Purely viscous acoustic propulsion of bimetallic rods
Jeffrey McNeill, Nathan Sinai, Justin Wang, Vincent Oliver, Eric, Lauga, Francois Nadal, Thomas E. Mallouk

TL;DR
This paper demonstrates that bimetallic micro-rods can be acoustically propelled at high speeds through a viscous, non-reciprocal mechanism, providing new insights into microswimmer propulsion beyond traditional streaming models.
Contribution
It reveals a viscous, shape-dependent propulsion mechanism for microswimmers that explains observed speeds without adjustable parameters, surpassing previous streaming-based predictions.
Findings
Micro-rods swim up to 300 microns per second under acoustic excitation.
Traditional streaming models underestimate propulsion speeds by over an order of magnitude.
A shape-dependent viscous mechanism accurately explains the propulsion data.
Abstract
Synthetic microswimmers offer models for cell motility and their tunability makes them promising candidates for biomedical applications. Here we measure the acoustic propulsion of bimetallic micro-rods that, when trapped at the nodal plane of a MHz acoustic resonator, swim with speeds of up to 300 microns per second. While past acoustic streaming models predict speeds that are more than one order of magnitude smaller than our measurements, we demonstrate that the acoustic locomotion of the rods is driven by a viscous, non-reciprocal mechanism relying on shape anisotropy akin to that used by swimming cells and that reproduces our data with no adjustable parameters.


TASK PROMPT - Check each line of the entries below for the word "screenshot", then report how many have it, with no other words.

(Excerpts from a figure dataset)
--
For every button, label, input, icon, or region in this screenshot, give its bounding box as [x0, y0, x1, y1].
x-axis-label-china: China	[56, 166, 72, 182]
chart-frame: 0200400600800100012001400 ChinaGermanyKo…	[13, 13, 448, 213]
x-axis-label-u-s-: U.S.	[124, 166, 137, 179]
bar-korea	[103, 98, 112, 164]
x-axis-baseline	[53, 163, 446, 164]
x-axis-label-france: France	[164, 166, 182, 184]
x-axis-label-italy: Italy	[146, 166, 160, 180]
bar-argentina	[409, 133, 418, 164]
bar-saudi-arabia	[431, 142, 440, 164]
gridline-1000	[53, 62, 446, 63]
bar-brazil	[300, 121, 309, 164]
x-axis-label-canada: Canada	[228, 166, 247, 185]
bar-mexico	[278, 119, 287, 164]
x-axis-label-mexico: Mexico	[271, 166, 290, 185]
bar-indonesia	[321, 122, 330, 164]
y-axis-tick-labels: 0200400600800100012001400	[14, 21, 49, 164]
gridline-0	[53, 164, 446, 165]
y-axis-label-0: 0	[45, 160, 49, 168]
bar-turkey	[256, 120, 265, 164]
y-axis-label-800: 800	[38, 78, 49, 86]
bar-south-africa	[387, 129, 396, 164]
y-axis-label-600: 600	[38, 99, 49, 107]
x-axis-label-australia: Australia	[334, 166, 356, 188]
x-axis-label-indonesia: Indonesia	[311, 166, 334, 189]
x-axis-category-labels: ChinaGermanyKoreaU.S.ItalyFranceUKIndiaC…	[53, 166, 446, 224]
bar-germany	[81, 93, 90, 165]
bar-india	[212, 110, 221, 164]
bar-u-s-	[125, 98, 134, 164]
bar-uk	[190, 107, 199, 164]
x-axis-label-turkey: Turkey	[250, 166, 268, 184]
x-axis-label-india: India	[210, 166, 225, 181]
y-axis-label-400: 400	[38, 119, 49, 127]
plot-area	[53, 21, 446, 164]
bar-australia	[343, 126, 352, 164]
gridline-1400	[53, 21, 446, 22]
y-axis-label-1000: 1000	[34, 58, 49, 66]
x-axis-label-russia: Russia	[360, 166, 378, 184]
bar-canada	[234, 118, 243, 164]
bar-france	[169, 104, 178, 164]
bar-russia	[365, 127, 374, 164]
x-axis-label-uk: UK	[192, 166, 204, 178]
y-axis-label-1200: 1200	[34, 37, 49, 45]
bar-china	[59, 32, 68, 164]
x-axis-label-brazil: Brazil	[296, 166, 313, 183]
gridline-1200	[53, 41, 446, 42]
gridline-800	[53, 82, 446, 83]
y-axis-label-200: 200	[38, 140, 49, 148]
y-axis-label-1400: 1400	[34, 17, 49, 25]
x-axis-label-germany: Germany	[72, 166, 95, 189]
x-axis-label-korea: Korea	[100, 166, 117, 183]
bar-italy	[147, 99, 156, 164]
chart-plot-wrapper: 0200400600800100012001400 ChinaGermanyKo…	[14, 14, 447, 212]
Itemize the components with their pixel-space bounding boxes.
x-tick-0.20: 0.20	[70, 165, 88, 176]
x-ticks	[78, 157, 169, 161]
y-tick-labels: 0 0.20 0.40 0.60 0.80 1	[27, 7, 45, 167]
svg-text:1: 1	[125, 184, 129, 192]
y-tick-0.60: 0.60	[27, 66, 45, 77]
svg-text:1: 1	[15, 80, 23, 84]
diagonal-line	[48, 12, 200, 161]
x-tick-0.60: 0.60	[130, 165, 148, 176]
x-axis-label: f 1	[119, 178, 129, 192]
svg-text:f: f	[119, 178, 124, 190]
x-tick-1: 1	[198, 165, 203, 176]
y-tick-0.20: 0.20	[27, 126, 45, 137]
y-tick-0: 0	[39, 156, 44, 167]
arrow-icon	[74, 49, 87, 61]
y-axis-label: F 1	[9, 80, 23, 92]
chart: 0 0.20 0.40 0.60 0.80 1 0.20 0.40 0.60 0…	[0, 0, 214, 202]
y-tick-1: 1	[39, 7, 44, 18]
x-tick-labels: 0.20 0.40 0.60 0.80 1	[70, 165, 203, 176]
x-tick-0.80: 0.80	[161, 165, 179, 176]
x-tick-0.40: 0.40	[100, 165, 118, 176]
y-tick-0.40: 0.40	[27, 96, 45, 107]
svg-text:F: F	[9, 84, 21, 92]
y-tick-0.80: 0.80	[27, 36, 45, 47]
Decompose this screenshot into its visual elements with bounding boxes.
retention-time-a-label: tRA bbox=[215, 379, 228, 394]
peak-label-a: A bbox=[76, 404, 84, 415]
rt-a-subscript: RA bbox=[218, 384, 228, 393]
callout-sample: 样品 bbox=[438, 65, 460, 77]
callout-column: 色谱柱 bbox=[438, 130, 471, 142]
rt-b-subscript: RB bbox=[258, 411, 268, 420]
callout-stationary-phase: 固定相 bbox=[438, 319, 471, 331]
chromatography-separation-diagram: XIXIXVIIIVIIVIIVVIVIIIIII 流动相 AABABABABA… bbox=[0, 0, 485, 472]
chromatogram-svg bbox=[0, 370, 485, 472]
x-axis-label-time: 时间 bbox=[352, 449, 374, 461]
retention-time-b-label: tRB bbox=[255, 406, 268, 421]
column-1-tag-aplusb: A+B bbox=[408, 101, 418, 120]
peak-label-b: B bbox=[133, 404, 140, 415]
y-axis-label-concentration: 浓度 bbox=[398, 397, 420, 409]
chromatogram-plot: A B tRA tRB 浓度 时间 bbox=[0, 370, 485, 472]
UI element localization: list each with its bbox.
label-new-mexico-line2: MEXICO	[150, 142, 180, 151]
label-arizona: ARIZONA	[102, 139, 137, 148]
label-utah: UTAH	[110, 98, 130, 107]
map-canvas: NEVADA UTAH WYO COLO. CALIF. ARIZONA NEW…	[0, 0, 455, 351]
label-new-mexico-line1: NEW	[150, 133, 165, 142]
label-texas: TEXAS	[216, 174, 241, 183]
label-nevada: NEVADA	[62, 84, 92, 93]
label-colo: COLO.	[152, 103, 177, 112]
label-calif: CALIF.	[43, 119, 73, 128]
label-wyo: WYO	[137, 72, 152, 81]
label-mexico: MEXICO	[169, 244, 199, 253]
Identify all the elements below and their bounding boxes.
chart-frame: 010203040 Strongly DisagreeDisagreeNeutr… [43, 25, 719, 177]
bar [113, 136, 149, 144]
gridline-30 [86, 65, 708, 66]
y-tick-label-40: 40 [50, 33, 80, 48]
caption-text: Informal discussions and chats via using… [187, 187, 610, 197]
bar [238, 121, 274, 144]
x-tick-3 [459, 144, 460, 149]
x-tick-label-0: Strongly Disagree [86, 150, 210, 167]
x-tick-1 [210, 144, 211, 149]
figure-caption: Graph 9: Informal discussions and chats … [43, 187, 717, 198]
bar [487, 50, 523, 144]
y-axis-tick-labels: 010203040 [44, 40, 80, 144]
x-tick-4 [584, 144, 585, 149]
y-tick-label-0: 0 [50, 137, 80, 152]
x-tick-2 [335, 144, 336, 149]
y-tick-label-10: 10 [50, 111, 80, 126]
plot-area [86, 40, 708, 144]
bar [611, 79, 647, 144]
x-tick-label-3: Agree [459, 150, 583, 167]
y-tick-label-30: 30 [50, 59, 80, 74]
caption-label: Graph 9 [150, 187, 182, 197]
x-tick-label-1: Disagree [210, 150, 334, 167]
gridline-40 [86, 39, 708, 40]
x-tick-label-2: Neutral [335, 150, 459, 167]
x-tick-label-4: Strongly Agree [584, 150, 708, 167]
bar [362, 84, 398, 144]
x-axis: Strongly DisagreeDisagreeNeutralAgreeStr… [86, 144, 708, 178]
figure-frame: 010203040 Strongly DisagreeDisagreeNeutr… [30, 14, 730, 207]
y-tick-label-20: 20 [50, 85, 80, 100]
--
EXERCISE RESPONSE - 2